Fans of Shakespeare and musicals, make your way to Hawrelak Park — anon! — and do not let the rain dampen your enthusiasm to love and laugh at two of your favourite pastimes.
Freewill Shakespeare Festival’s production of Something Rotten! — playing in the Heritage Amphitheatre until July 12 — is at once a toe-tapping extravaganza and a gut-busting skewer. It posits questions you’ve always had (like why musicals sing the same song over and over again, and why Shakespeare puts words in the wrong order) and some you may have yet to ponder. (Did Shakespeare really have a cod-piece the size of a baseball cap?) The production, directed by Dave Horak, is also a celebration of the festival’s return to Hawrelak Park, and a symbol of the sheer pluckiness of a theatre troupe with the audacity to perform outdoors in July.
Opening Night Defies the Elements
The opening night production was delayed by 15 minutes when the sky threw daggers, and rain and thunder reverberated throughout the amphitheatre, as if to say “don’t you dare.” But dare they did. The opening number by Minstrel (you may remember Renell Doneza from the Citadel’s 2023 production of Prison Dancer and he is just as fabulous in Something Rotten!) puts the audience at ease immediately. While small puddles at the foot of the stage caused a wobble or two on the staircase leading up to the platform, cast members in tap shoes managed to skim back and forth with grace and agility all night long.
A Departure for Freewill
Something Rotten! is somewhat of a departure for Freewill, which went with Much Ado About Nothing for the first of its two-show season. But the two-and-a-half-hour musical (including intermission) had a successful run on Broadway when it debuted in 2015. It’s also been at the Stratford Festival twice (2024 and 2026), where critics have positively slathered over the work. Freewill doesn’t have Stratford’s $70-million-plus budget, but Horak has nonetheless created a show with the exuberant feel of a more expensive production. (Watch for wardrobe designer Karlie Christie’s adorable take on giant, dancing eggs in the second act of the show.)
Plot and Performances Shine
As Something Rotten! opens, the Bottom brothers, playwrights Nick (Stephen Allred, excellent) and Nigel (Eli Yaschuk, ditto) struggle to make a name for themselves in the shadow of that media hog, William Shakespeare (Brian Christensen). If only they could create something new, a form that would sweep the 16th-century stage and earn enough to supplement their meagre diet of recycled cabbage. Unbeknownst to his wife, Bea (Melenie Reid in a charming example of Elizabethan feminism), Nick lifts funds from the household money box to pay a soothsayer to predict what the next big thing is bound to be. Nostradamus (Nico Maiorana, who captivates with every line) is a distant relative of the famous prophet with the goofily rhyming name of Thomas. He predicts that something called a musical will soon appear, where songs advance the plot. Nick decides to create a musical about the Black Plague, but that doesn’t resonate with his financial backer. He returns to Thomas to glean Shakespeare’s greatest future masterpiece, so he can make a “star-lit, big hit, won’t quit” musical out of it first. Thomas lands on a play by the name of…Omelette? Maybe it’s filled with ham? Served with a Danish?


What the task requires ▸
Scan the listing below. Return every line containing the string "introduction".

▶

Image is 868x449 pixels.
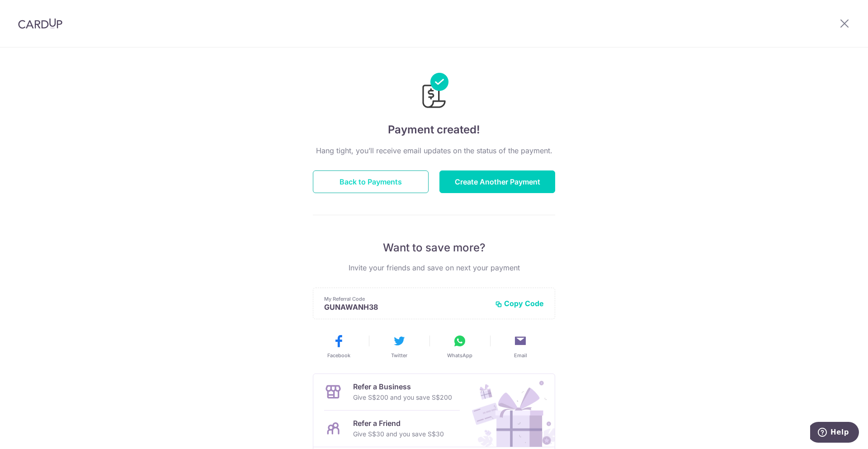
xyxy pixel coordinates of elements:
[514,351,527,359] span: Email
[353,429,444,439] p: Give S$30 and you save S$30
[313,171,429,193] button: Back to Payments
[391,351,407,359] span: Twitter
[373,334,426,359] button: Twitter
[324,302,488,311] p: GUNAWANH38
[313,145,555,156] p: Hang tight, you’ll receive email updates on the status of the payment.
[324,295,488,302] p: My Referral Code
[327,351,350,359] span: Facebook
[312,334,365,359] button: Facebook
[447,351,472,359] span: WhatsApp
[313,121,555,138] h4: Payment created!
[18,18,62,29] img: CardUp
[313,240,555,255] p: Want to save more?
[810,422,858,444] iframe: Opens a widget where you can find more information
[433,334,487,359] button: WhatsApp
[493,334,547,359] button: Email
[313,262,555,273] p: Invite your friends and save on next your payment
[353,418,444,429] p: Refer a Friend
[353,381,452,392] p: Refer a Business
[495,299,544,308] button: Copy Code
[353,392,452,403] p: Give S$200 and you save S$200
[420,73,448,111] img: Payments
[439,171,555,193] button: Create Another Payment
[463,374,555,446] img: Refer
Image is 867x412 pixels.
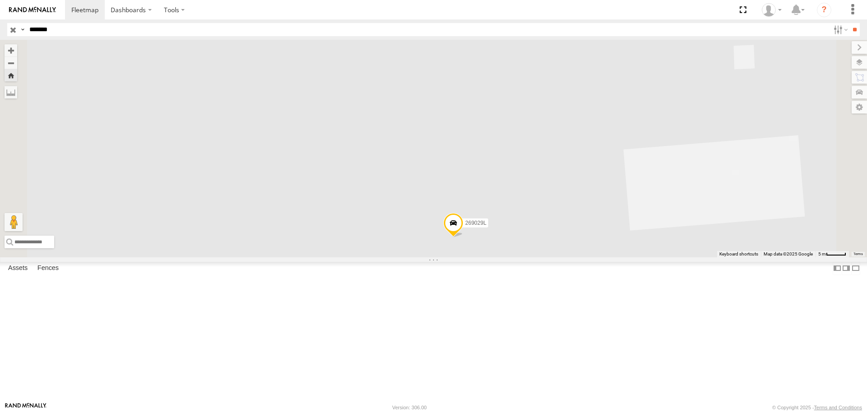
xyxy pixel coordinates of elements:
[842,262,851,275] label: Dock Summary Table to the Right
[852,262,861,275] label: Hide Summary Table
[393,404,427,410] div: Version: 306.00
[852,101,867,113] label: Map Settings
[830,23,850,36] label: Search Filter Options
[5,86,17,98] label: Measure
[465,220,487,226] span: 269029L
[759,3,785,17] div: Zack Abernathy
[764,251,813,256] span: Map data ©2025 Google
[720,251,759,257] button: Keyboard shortcuts
[5,213,23,231] button: Drag Pegman onto the map to open Street View
[833,262,842,275] label: Dock Summary Table to the Left
[854,252,863,255] a: Terms (opens in new tab)
[817,3,832,17] i: ?
[819,251,826,256] span: 5 m
[815,404,862,410] a: Terms and Conditions
[5,69,17,81] button: Zoom Home
[33,262,63,275] label: Fences
[773,404,862,410] div: © Copyright 2025 -
[5,403,47,412] a: Visit our Website
[816,251,849,257] button: Map Scale: 5 m per 41 pixels
[19,23,26,36] label: Search Query
[9,7,56,13] img: rand-logo.svg
[5,56,17,69] button: Zoom out
[5,44,17,56] button: Zoom in
[4,262,32,275] label: Assets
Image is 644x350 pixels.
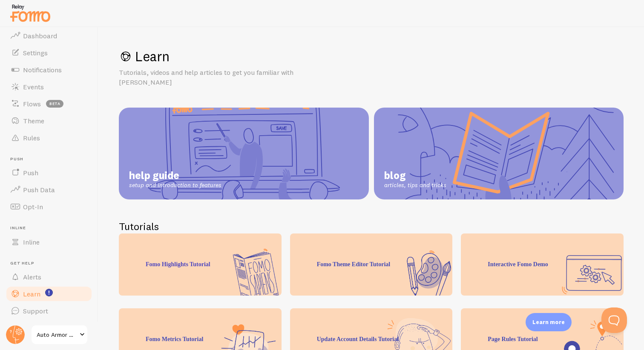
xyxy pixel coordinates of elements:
[384,182,447,189] span: articles, tips and tricks
[5,44,93,61] a: Settings
[5,27,93,44] a: Dashboard
[5,181,93,198] a: Push Data
[5,233,93,250] a: Inline
[129,182,222,189] span: setup and introduction to features
[532,318,565,326] p: Learn more
[30,325,88,345] a: Auto Armor Mats
[119,48,623,65] h1: Learn
[23,134,40,142] span: Rules
[526,313,572,332] div: Learn more
[119,220,623,233] h2: Tutorials
[384,169,447,182] span: blog
[5,164,93,181] a: Push
[461,233,623,295] div: Interactive Fomo Demo
[23,49,48,57] span: Settings
[129,169,222,182] span: help guide
[9,2,52,24] img: fomo-relay-logo-orange.svg
[23,272,41,281] span: Alerts
[5,303,93,320] a: Support
[23,66,62,74] span: Notifications
[10,225,93,231] span: Inline
[290,233,453,295] div: Fomo Theme Editor Tutorial
[5,112,93,129] a: Theme
[5,95,93,112] a: Flows beta
[374,108,624,199] a: blog articles, tips and tricks
[119,68,323,87] p: Tutorials, videos and help articles to get you familiar with [PERSON_NAME]
[23,32,57,40] span: Dashboard
[37,329,77,340] span: Auto Armor Mats
[10,157,93,162] span: Push
[45,289,52,297] svg: <p>Watch New Feature Tutorials!</p>
[23,202,43,211] span: Opt-In
[119,233,282,295] div: Fomo Highlights Tutorial
[10,261,93,267] span: Get Help
[23,289,41,298] span: Learn
[23,117,44,125] span: Theme
[23,100,41,108] span: Flows
[23,168,38,177] span: Push
[5,286,93,303] a: Learn
[5,268,93,286] a: Alerts
[23,238,40,247] span: Inline
[5,198,93,215] a: Opt-In
[119,108,369,199] a: help guide setup and introduction to features
[23,306,48,315] span: Support
[5,129,93,146] a: Rules
[46,100,64,108] span: beta
[601,307,627,333] iframe: Help Scout Beacon - Open
[23,83,44,91] span: Events
[23,185,55,194] span: Push Data
[5,78,93,95] a: Events
[5,61,93,78] a: Notifications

◀

Response to this task ▸
[129,182,222,189] span: setup and introduction to features
[119,108,369,199] a: help guide setup and introduction to features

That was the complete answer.